In contrast to the bullet, air molecules do hit you permanently and relentlessly instead of just for roughly 30 microsceconds. Thirty microseconds is the time it takes for a 1cm long (hopefully atomically dispersed) bullet to hit you tip to tail. Well since this "impact" would add up atop the normal air pressure it would double it (equivalent to an easily diveable water depth of 10m) for the brief period of these 30 microseconds. But you would still likely notice barely any effect since 30 microseconds are so short that due to the inertia of mass of your skin there will barely be any effect.

How "speed" is "faster" when you are smaller as observer

Being smaller makes motions with same speeds seem to be faster. Driving an 1:10 RC car with FPV (first person view) remote vision at about 10m/s=36km/h feels like driving with 100m/s=360km/h but in reality it is still the 10m/s=36km/h. What we actually experience as "speed" is the frequency with which we are passing some stuff in the environment.

The speed of sound air molecules fly around with is pretty fast even for macroscale observers, So how fast will this feel if you scale yourself down to the nanoscale. Or reversely (more practically archivable) scale the nanoscale up to your size.

Halve the speed of light when atoms get scaled up enough to become visible to good eyes

Scaling up just size by an ideal scaling factor of 500.000 (See: Magnification theme-park) and leaving time unchanged as-is leads to a scale-up of speeds too.
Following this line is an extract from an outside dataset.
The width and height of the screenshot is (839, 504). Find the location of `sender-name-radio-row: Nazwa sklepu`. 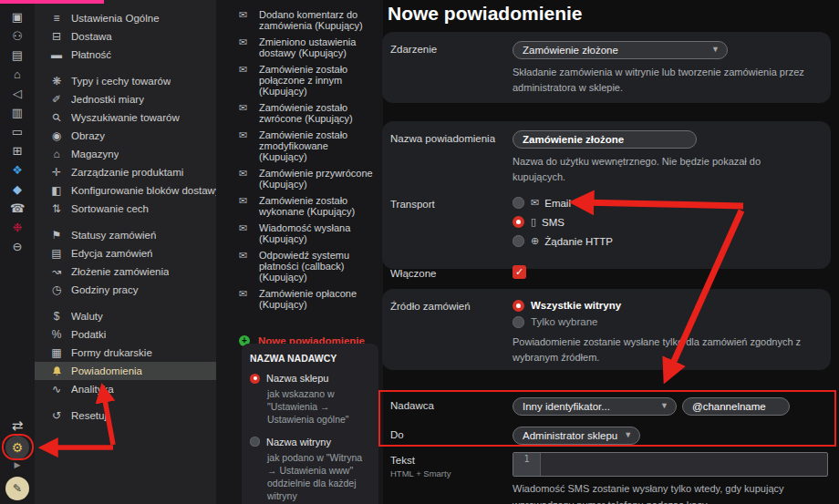

sender-name-radio-row: Nazwa sklepu is located at coordinates (310, 378).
The speeds of real size air molecules then go from "only" ~340m/s at 1:1 scale up to an experienced pseudo-speed of scaled up air molecules of about 170.000.000 m/s at the new 500.000:1 scale. This is a bit more than halve the speed of light.

There is absolutely no way to intuitively ascertain that. Now add all the inter-atomic collisions and you end up with a mind bogglingly ridiculous pinball motion.
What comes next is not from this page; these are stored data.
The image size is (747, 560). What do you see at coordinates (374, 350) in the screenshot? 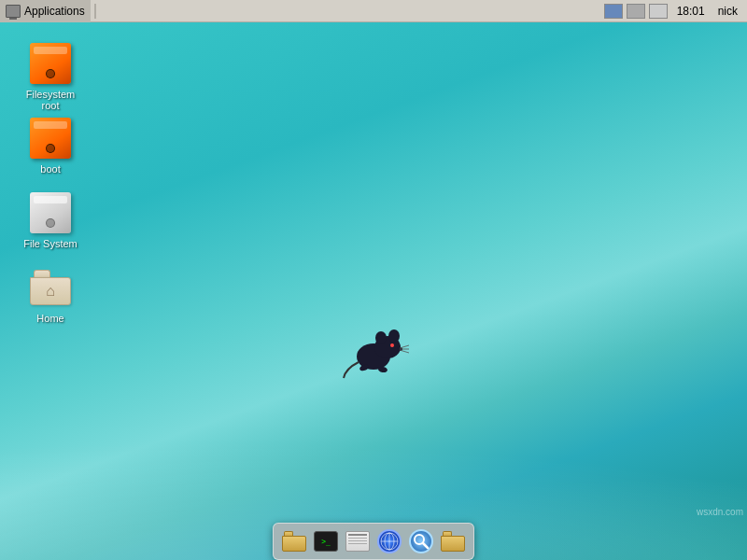
I see `xfce-mascot` at bounding box center [374, 350].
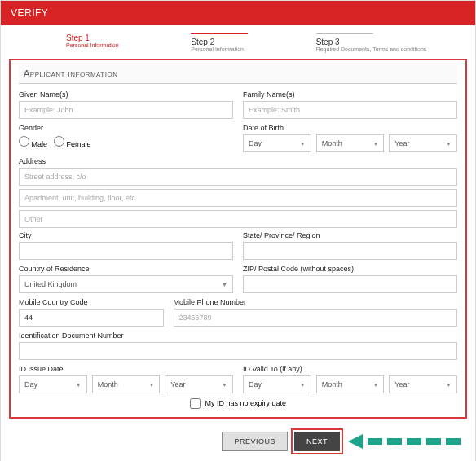 This screenshot has height=461, width=476. I want to click on step-title: Step 2, so click(249, 42).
This has pretty wild consequences. Among others is provides the explanation why life could emerge just by accident. Why evolution works.

Keping "speed" equally "fast" when getting smaller as observer

Cinematic slow-motion by using the one special time scale factor that naturally suggests itself

To have a more natural feel for the speeds at the nanoscale, speeds must be scaled in the opposite direction. One wants to scaling ... time to keep operation frequencies natural when transferred to the model scaled up in size Using this approach still leaves us with hair diameter model air molecules bouncing around at the speed of sound ~340m/s while now for every real second to pass we need to wait 500.000 seconds (almost 6 days) in the model for the real second to pass.

So a we have a model-molecule (scaled up to hair diameter) bouncing around with the speed of sound. in a densely populated molecular environment (scaled up a heap of beard stubbles) for about six days that is thereby emulating just one real second. Just one. Let that sink.

Ok, this is not very intuitive. Now we have distributed one totally and utterly unintuitive and unimaginably big quantity (halve the speed of light) into two still quite unintuitive and unimaginably large quantities (speed of sound and a quite big stretching of time). This is not much better than before, if even, isn't it? Well yes.

Where this scaling method that also scales time not only space will become more useful for an attainment of an intuitive feel is when it comes to parts that are just a slightly bit bigger than molecules (nanomachinery crystolecules). Such parts already move quite a bit slower than single molecules. In fact usually slow enough that they can conveniently be traced around by eye. With our intuitivity preserving "magnification factor" of 500.000 typical nanomachinery operation frequencies e.g. 1MHz will get downscaled to just 2Hz.